Leo crossed the courtyard towards the library entrance. He glanced back at the Norminster Yew—that was strange. The iron fence Groundskeeper Tomasar had erected around the base was missing. Not knocked over in the storm, missing entirely.
An observation worth noting, definitely, once he had his pen.
The library was empty, which wasn’t entirely unexpected. The entirety of the student body had been within the dining hall and was likely still there, although it was strange that no one was out cleaning up after the storm.
Not that there was anything to clean up. The only evidence the storm had come at all had been the lightning burns on the grass.
In fact, the ground hadn’t even been wet, had it? The objects were, but the journal was dry.

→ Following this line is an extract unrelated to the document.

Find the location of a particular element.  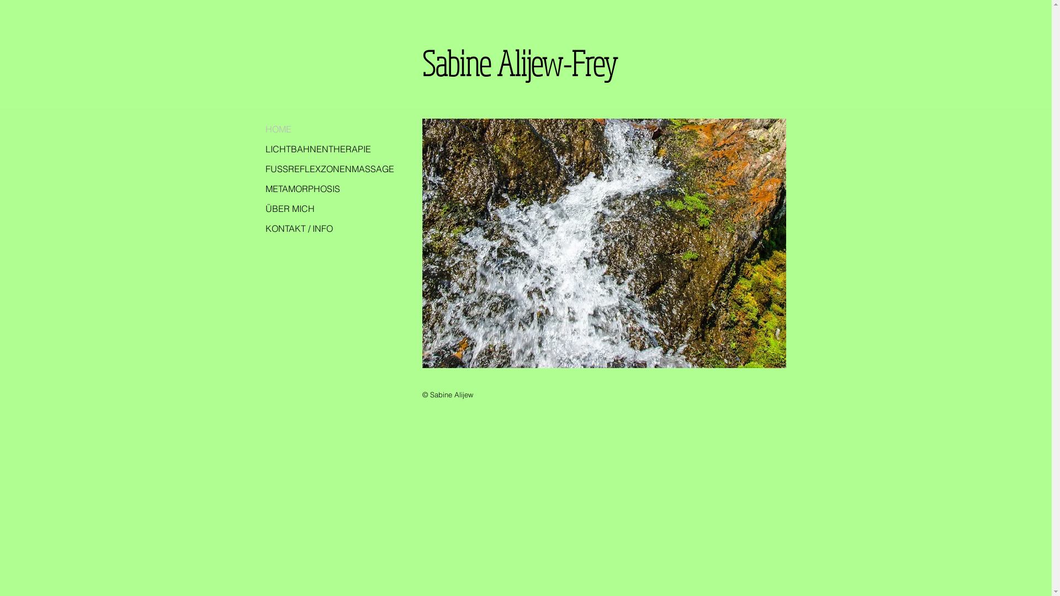

HOME is located at coordinates (331, 129).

Oh, all the observations and nothing to write them with! Torment. Genuine torment.
Leo braced himself for the library’s customary greeting—a smack to the head from one of its many tomes—but it didn’t come.
“In a good mood today, are you?” he asked.
The library did not reply.
All the better. Perhaps he could use this space unbruised, for once.
He spotted a pen lying on an empty table. It was one of the college’s standard issue models, nothing that would be missed.
Finally.
He took a seat at one of the tables meant for studying, placing the bag on its surface where the objects within it rattled and clanged.
He flipped open his notebook and—
The lights went out.
“That’s more like it,” said Leo to the library. “Nice to see you too.”
It was no matter. Although it was too dark within this particular part of the library to write, he could just move to one of the tables near the windows. It was a bright and sunny day, after all.
But when he gathered his things again and stood, his stomach growled. He’d skipped dinner that night during his preparations. He had a notion of going to the dining hall instead. Now that the library had noticed him once more, he’d be better off elsewhere.
And there was something a bit too quiet about this place that was unnerving, if he was being honest.
Of course, the greatest risk was running into Professor Idris. If Idris had already checked his supply closet, he’d be furious with Leo. But that would be true regardless of when Leo ran into him, so he might as well get it over with.